Abstract:Machine learning and deep learning methods have become essential for computer-assisted prediction in medicine, with a growing number of applications also in the field of mammography. Typically these algorithms are trained for a specific task, e.g., the classification of lesions or the prediction of a mammogram's pathology status. To obtain a comprehensive view of a patient, models which were all trained for the same task(s) are subsequently ensembled or combined. In this work, we propose a pipeline approach, where we first train a set of individual, task-specific models and subsequently investigate the fusion thereof, which is in contrast to the standard model ensembling strategy. We fuse model predictions and high-level features from deep learning models with hybrid patient models to build stronger predictors on patient level. To this end, we propose a multi-branch deep learning model which efficiently fuses features across different tasks and mammograms to obtain a comprehensive patient-level prediction. We train and evaluate our full pipeline on public mammography data, i.e., DDSM and its curated version CBIS-DDSM, and report an AUC score of 0.962 for predicting the presence of any lesion and 0.791 for predicting the presence of malignant lesions on patient level. Overall, our fusion approaches improve AUC scores significantly by up to 0.04 compared to standard model ensembling. Moreover, by providing not only global patient-level predictions but also task-specific model results that are related to radiological features, our pipeline aims to closely support the reading workflow of radiologists.
Abstract:The success of machine learning methods for computer vision tasks has driven a surge in computer assisted prediction for medicine and biology. Based on a data-driven relationship between input image and pathological classification, these predictors deliver unprecedented accuracy. Yet, the numerous approaches trying to explain the causality of this learned relationship have fallen short: time constraints, coarse, diffuse and at times misleading results, caused by the employment of heuristic techniques like Gaussian noise and blurring, have hindered their clinical adoption. In this work, we discuss and overcome these obstacles by introducing a neural-network based attribution method, applicable to any trained predictor. Our solution identifies salient regions of an input image in a single forward-pass by measuring the effect of local image-perturbations on a predictor's score. We replace heuristic techniques with a strong neighborhood conditioned inpainting approach, avoiding anatomically implausible, hence adversarial artifacts. We evaluate on public mammography data and compare against existing state-of-the-art methods. Furthermore, we exemplify the approach's generalizability by demonstrating results on chest X-rays. Our solution shows, both quantitatively and qualitatively, a significant reduction of localization ambiguity and clearer conveying results, without sacrificing time efficiency.
Abstract:Clinical applicability of automated decision support systems depends on a robust, well-understood classification interpretation. Artificial neural networks while achieving class-leading scores fall short in this regard. Therefore, numerous approaches have been proposed that map a salient region of an image to a diagnostic classification. Utilizing heuristic methodology, like blurring and noise, they tend to produce diffuse, sometimes misleading results, hindering their general adoption. In this work we overcome these issues by presenting a model agnostic saliency mapping framework tailored to medical imaging. We replace heuristic techniques with a strong neighborhood conditioned inpainting approach, which avoids anatomically implausible artefacts. We formulate saliency attribution as a map-quality optimization task, enforcing constrained and focused attributions. Experiments on public mammography data show quantitatively and qualitatively more precise localization and clearer conveying results than existing state-of-the-art methods.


### REQUIREMENT:
Return, without pictures, the lines from the start of the data through the one that contains "Image is 714x655 pixels.".

(Interface dataset entries)
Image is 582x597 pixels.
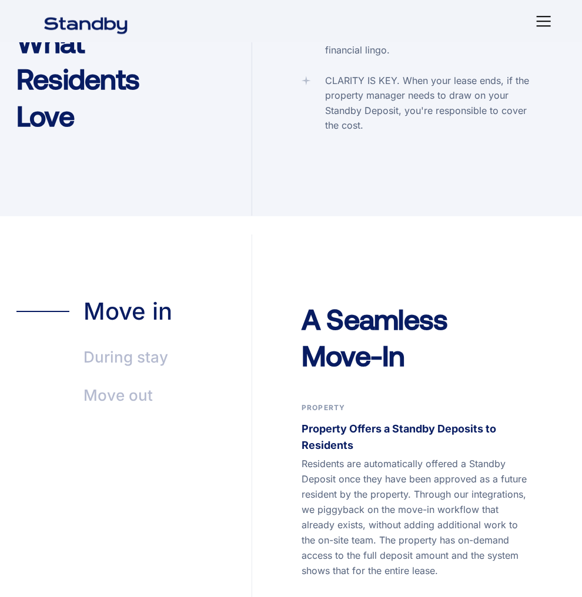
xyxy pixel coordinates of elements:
p: Residents are automatically offered a Standby Deposit once they have been approved as a future re... [302,456,533,578]
a: home [29,9,143,33]
div: Move out [83,382,153,409]
div: Move in [83,291,172,332]
h2: What Residents Love [16,14,176,133]
strong: Property [302,403,346,412]
strong: Property Offers a Standby Deposits to Residents [302,423,496,451]
div: menu [530,7,553,35]
h2: A Seamless Move-In [302,291,533,374]
div: CLARITY IS KEY. When your lease ends, if the property manager needs to draw on your Standby Depos... [325,73,533,133]
div: During stay [83,344,168,371]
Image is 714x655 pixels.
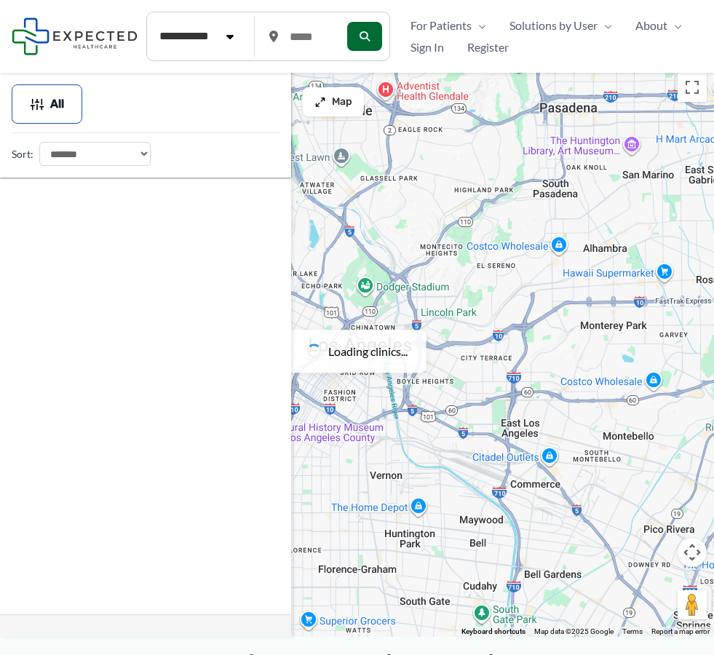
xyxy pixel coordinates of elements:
a: Terms (opens in new tab) [622,627,642,635]
span: Register [467,36,508,58]
a: For PatientsMenu Toggle [399,15,497,36]
img: Expected Healthcare Logo - side, dark font, small [12,17,137,55]
span: Map [332,96,352,108]
a: Solutions by UserMenu Toggle [497,15,623,36]
span: Menu Toggle [597,15,612,36]
img: Filter [30,97,44,111]
span: About [635,15,667,36]
button: Map camera controls [677,538,706,567]
span: Sign In [410,36,444,58]
button: Keyboard shortcuts [461,626,525,636]
button: Drag Pegman onto the map to open Street View [677,590,706,619]
label: Sort: [12,145,33,164]
span: Solutions by User [509,15,597,36]
span: All [50,99,64,109]
a: Report a map error [651,627,709,635]
span: Loading clinics... [328,340,407,362]
span: Map data ©2025 Google [534,627,613,635]
a: Register [455,36,520,58]
button: Map [303,87,364,116]
span: Menu Toggle [471,15,486,36]
button: Toggle fullscreen view [677,73,706,102]
a: AboutMenu Toggle [623,15,693,36]
span: Menu Toggle [667,15,682,36]
a: Sign In [399,36,455,58]
span: For Patients [410,15,471,36]
img: Maximize [314,96,326,108]
button: All [12,84,82,124]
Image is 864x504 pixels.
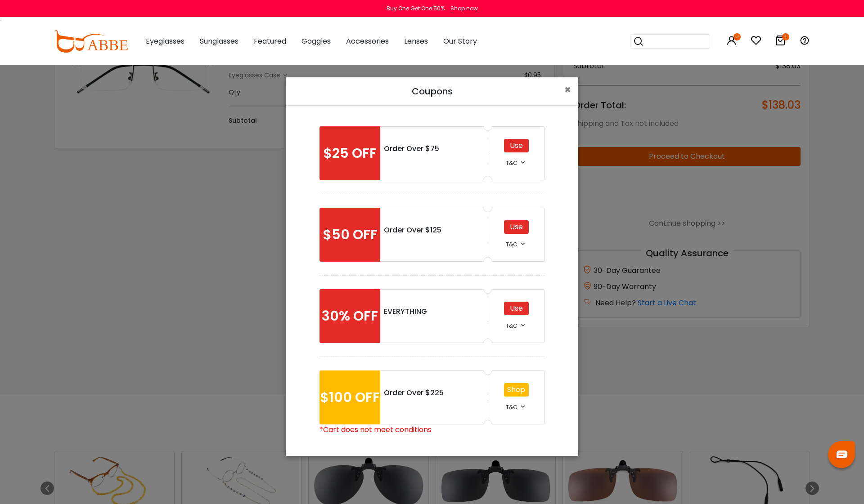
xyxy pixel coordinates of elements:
[54,30,127,52] img: abbeglasses.com
[504,220,529,234] div: Use
[383,224,484,236] div: Order Over $125
[564,82,571,97] span: ×
[302,36,331,46] span: Goggles
[254,36,286,46] span: Featured
[319,424,544,435] div: *Cart does not meet conditions
[557,77,578,103] button: Close
[383,143,484,154] div: Order Over $75
[504,139,529,152] div: Use
[319,370,380,424] div: $100 OFF
[836,451,847,458] img: chat
[383,388,484,398] div: Order Over $225
[505,322,517,329] span: T&C
[446,5,478,12] a: Shop now
[505,403,517,411] span: T&C
[293,85,571,98] h5: Coupons
[386,5,445,13] div: Buy One Get One 50%
[782,33,789,40] i: 1
[319,208,380,262] div: $50 OFF
[443,36,477,46] span: Our Story
[505,159,517,167] span: T&C
[775,37,785,47] a: 1
[505,241,517,248] span: T&C
[383,306,484,317] div: EVERYTHING
[507,385,525,395] a: Shop
[319,289,380,343] div: 30% OFF
[346,36,389,46] span: Accessories
[200,36,238,46] span: Sunglasses
[319,126,380,181] div: $25 OFF
[504,301,529,315] div: Use
[404,36,428,46] span: Lenses
[146,36,184,46] span: Eyeglasses
[450,5,478,13] div: Shop now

### RESPONSE:
Image is 582x597 pixels.
xyxy pixel coordinates of elements:
p: Residents are automatically offered a Standby Deposit once they have been approved as a future re... [302,456,533,578]
a: home [29,9,143,33]
div: Move out [83,382,153,409]
div: Move in [83,291,172,332]
h2: What Residents Love [16,14,176,133]
strong: Property [302,403,346,412]
strong: Property Offers a Standby Deposits to Residents [302,423,496,451]
div: menu [530,7,553,35]
h2: A Seamless Move-In [302,291,533,374]
div: CLARITY IS KEY. When your lease ends, if the property manager needs to draw on your Standby Depos... [325,73,533,133]
div: During stay [83,344,168,371]
Image is 714x655 pixels.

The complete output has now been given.